Define happiness?
Webster define it as "a state of well-being and contentment".
Yesterday, I saw a Facebook post from a cousin, which was about happiness and finding your purpose or finding a meaning to your life.
It was an old post from Emily Esfahani Smith on The Atlantic , an interesting piece of real life story, which was about Victor Frankl, a Jewish psychiatrist who let go of a promising future in America.
He chose to stay with his wife and parents and serve the people in the Nazi concentration camps. Inside the camp, he wrote the book Man's Search for Meaning.
Incidentally, I have started a blog about my journey to finding happiness, love and wisdom and chronicled the steps I take to achieve that certain point of bliss.
As I was reading through the article, I felt ashamed of my worldly aspiration, selfishness and ignorance.
If I were to base that post with my quest for happiness, then I would say that I got it all wrong.
Finding happiness is just the tip of the iceberg. Finding happiness would be superficial , shallow and temporary.
What I should have been seeking for was my life's purpose or meaning which eludes me until today. Maybe, I should start searching for my identity, my own self which I have forgotten for quite some time.
But since I am but human, I admit that I need this shallow or superficial concept of happiness to temporarily fill the emptiness while I am still searching for the real source.
Does it make any sense at all?
Someone told me that life's main goal is to be happy. But to be happy in what sense and to what extent?
Do we really need to measure how much we can be happy? I guess by that, he also meant, getting to the source of happiness.
What Victor Frankl quoted disturbed me: "It is the very pursuit of happiness that thwarts happiness."
Because it is true. It's honesty hit me like a 7.5 magnitude earthquake. The more I tried to pursue happiness, the more it eluded me, based on my personal observation.
Or maybe because each one of us have our very own idea of what happiness is like. Because we have different levels of contentment and satisfaction. No one can really be wrong with regards to his own perception of happiness.
The true measurement of our happiness is relative to the degree of our contentment and satisfaction level. To some people, that would be finding and living their life's purpose. While it could be as simple as eating ice cream to some.

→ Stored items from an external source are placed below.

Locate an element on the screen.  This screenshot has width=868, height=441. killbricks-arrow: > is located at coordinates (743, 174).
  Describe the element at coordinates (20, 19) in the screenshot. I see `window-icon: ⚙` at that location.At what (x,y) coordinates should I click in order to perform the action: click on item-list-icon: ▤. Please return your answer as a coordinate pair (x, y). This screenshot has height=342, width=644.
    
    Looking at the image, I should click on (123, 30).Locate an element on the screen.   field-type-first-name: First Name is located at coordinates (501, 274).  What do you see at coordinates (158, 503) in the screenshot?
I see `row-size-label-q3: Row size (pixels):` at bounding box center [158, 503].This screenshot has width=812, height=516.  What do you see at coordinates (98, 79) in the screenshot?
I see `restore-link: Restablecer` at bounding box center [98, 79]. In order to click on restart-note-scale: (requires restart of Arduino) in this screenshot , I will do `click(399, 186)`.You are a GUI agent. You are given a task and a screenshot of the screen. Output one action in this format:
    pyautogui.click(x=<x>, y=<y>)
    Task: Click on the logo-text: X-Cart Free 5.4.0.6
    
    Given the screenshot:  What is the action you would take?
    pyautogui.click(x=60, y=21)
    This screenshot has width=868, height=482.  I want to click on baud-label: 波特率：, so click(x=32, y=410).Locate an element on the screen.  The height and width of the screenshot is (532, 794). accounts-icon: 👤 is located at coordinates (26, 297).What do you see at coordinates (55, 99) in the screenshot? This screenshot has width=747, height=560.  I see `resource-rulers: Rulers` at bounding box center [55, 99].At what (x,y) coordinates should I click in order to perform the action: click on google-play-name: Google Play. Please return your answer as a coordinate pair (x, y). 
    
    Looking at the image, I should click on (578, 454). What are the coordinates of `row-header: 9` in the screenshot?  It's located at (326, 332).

But, there have been several known tips or techniques or formulas that claim to bring us happiness. And because of our individuality, we do not respond the same was others would to a certain technique. Altogether, I'd say that it could only be our own self who can say that we are truly happy.
Mere words can't exactly explain it, no one can accurately define it to its truest meaning, because it is felt by the heart and only the heart can identify the feeling as happiness.
How do you rate your happiness level in your life at this very moment?